Let me tell you about something that shouldn't be possible in professional basketball.
Shai Gilgeous-Alexander hasn't missed a field goal attempt in the fourth quarter or overtime since March 17. That's seven consecutive games. Not seven good games. Seven perfect games when it matters most.
When the game's on the line, when defenses tighten up, when the pressure's at its peak - SGA is automatic. And I'm not talking about taking easy layups. Over his last 20 fourth quarters, he's averaging 8 points per quarter on 68.4% shooting and 53% from three-point range.
Read those numbers again. Fifty-three percent from three in crunch time. That's not clutch. That's historic.
One NBA fan on Reddit captured it perfectly: "We're watching something special and nobody's really talking about it. This is the kind of stuff that ends up in highlight reels 20 years from now."
Here's what makes SGA different from other great closers: he's not hunting his shot or forcing the issue. He's playing within the offense, taking what the defense gives him, and just not missing.
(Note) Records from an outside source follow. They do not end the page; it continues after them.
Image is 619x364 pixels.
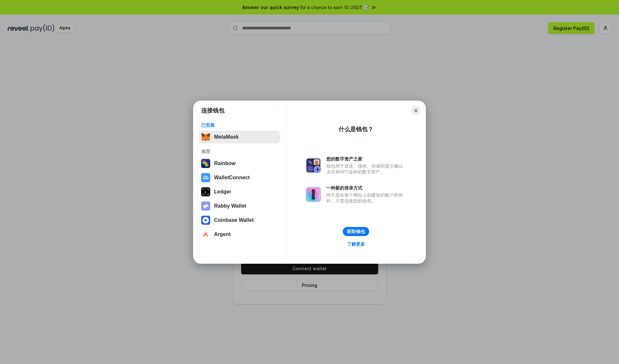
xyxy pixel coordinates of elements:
[199,228,280,241] button: Argent
[201,122,278,128] div: 已安装
[214,134,239,140] div: MetaMask
[343,227,369,236] button: 获取钱包
[199,130,280,143] button: MetaMask
[201,133,210,142] img: svg+xml,%3Csvg%20fill%3D%22none%22%20height%3D%2233%22%20viewBox%3D%220%200%2035%2033%22%20width%...
[201,230,210,239] img: svg+xml,%3Csvg%20width%3D%2228%22%20height%3D%2228%22%20viewBox%3D%220%200%2028%2028%22%20fill%3D...
[343,240,369,248] a: 了解更多
[201,159,210,168] img: svg+xml,%3Csvg%20width%3D%22120%22%20height%3D%22120%22%20viewBox%3D%220%200%20120%20120%22%20fil...
[199,214,280,227] button: Coinbase Wallet
[306,157,321,173] img: svg+xml,%3Csvg%20xmlns%3D%22http%3A%2F%2Fwww.w3.org%2F2000%2Fsvg%22%20fill%3D%22none%22%20viewBox...
[201,201,210,210] img: svg+xml,%3Csvg%20xmlns%3D%22http%3A%2F%2Fwww.w3.org%2F2000%2Fsvg%22%20fill%3D%22none%22%20viewBox...
[199,157,280,170] button: Rainbow
[214,231,231,238] div: Argent
[347,229,365,234] div: 获取钱包
[326,156,406,162] div: 您的数字资产之家
[339,125,374,133] div: 什么是钱包？
[347,241,365,247] div: 了解更多
[201,107,225,115] h1: 连接钱包
[411,106,420,115] button: Close
[199,186,280,198] button: Ledger
[326,163,406,175] div: 钱包用于发送、接收、存储和显示像以太坊和NFT这样的数字资产。
[306,187,321,202] img: svg+xml,%3Csvg%20xmlns%3D%22http%3A%2F%2Fwww.w3.org%2F2000%2Fsvg%22%20fill%3D%22none%22%20viewBox...
[214,161,236,166] div: Rainbow
[201,187,210,196] img: svg+xml,%3Csvg%20xmlns%3D%22http%3A%2F%2Fwww.w3.org%2F2000%2Fsvg%22%20width%3D%2228%22%20height%3...
[199,200,280,213] button: Rabby Wallet
[214,175,250,181] div: WalletConnect
[201,148,278,155] div: 推荐
[214,203,247,209] div: Rabby Wallet
[214,217,254,223] div: Coinbase Wallet
[201,216,210,225] img: svg+xml,%3Csvg%20width%3D%2228%22%20height%3D%2228%22%20viewBox%3D%220%200%2028%2028%22%20fill%3D...
[199,171,280,184] button: WalletConnect
[201,173,210,182] img: svg+xml,%3Csvg%20width%3D%2228%22%20height%3D%2228%22%20viewBox%3D%220%200%2028%2028%22%20fill%3D...
[326,185,406,191] div: 一种新的登录方式
[214,189,231,195] div: Ledger
[326,192,406,204] div: 而不是在每个网站上创建新的账户和密码，只需连接您的钱包。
The Oklahoma City Thunder know exactly what they have - a legitimate MVP candidate who becomes superhuman in the fourth quarter.
We talk about clutch players all the time. Michael Jordan. Kobe Bryant. LeBron James. Those names got there because they delivered when the lights were brightest. SGA is building that same résumé right now, one perfect fourth quarter at a time.
What's remarkable is the consistency. Every great scorer has hot streaks. But this isn't about making tough shots - it's about making every shot. For seven straight games, opposing coaches have thrown everything at him: double teams, switching defenses, box-and-one looks. Nothing works.